By Rich Steeves
Were you one of the millions affected by recent hacker assaults Sony’s Playstation Network database, or that of Sega? In these cases, databases were down for protracted lengths of time and personal data of thousands of customers were compromised. Well, the U.S. government thinks that cyber terrorist groups like Anonymous and LulzSec are not playing games, especially in light of recent attacks against Citi’s databases and even the CIA.
In order to properly prepare the country’s cyber defenses to counter these cyber attacks, the U.S. government has set aside $130 million to create a fake Internet for the purposes of simulating responses to various forms of cyber assault.

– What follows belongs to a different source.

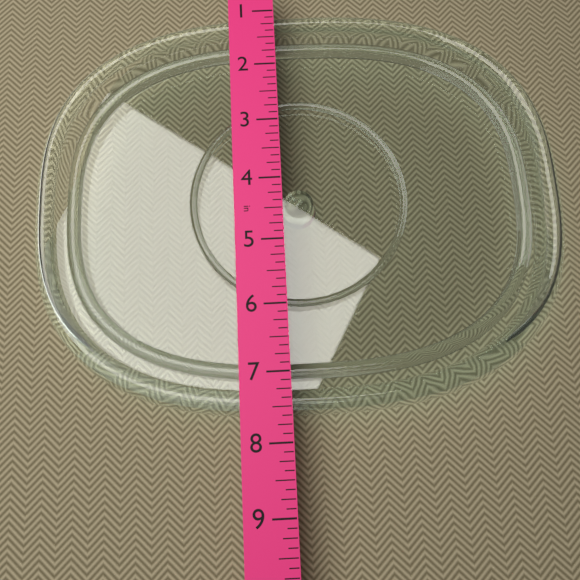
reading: 7.625 in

The United States Defense Advanced Research Projects Agency (DARPA), which was responsible for creating the forerunner of the Internet in the 1960’s, has contracted with both Lockheed Martin (News - Alert) and a team at the Johns Hopkins Applied Physics Laboratory to create two different versions of the virtual training ground, to be known as the National Cyber Range.
The faux-Internet is expected to be up and running for training purposes sometime in the middle of 2012.
This plan comes on the heels of the Pentagon’s declaration that cyber attacks can and will be met with military response.
In related news, TMCnet’s Tracey Schelmetic reported that breaches of data are often not the fault of technology, but rather the result of human error.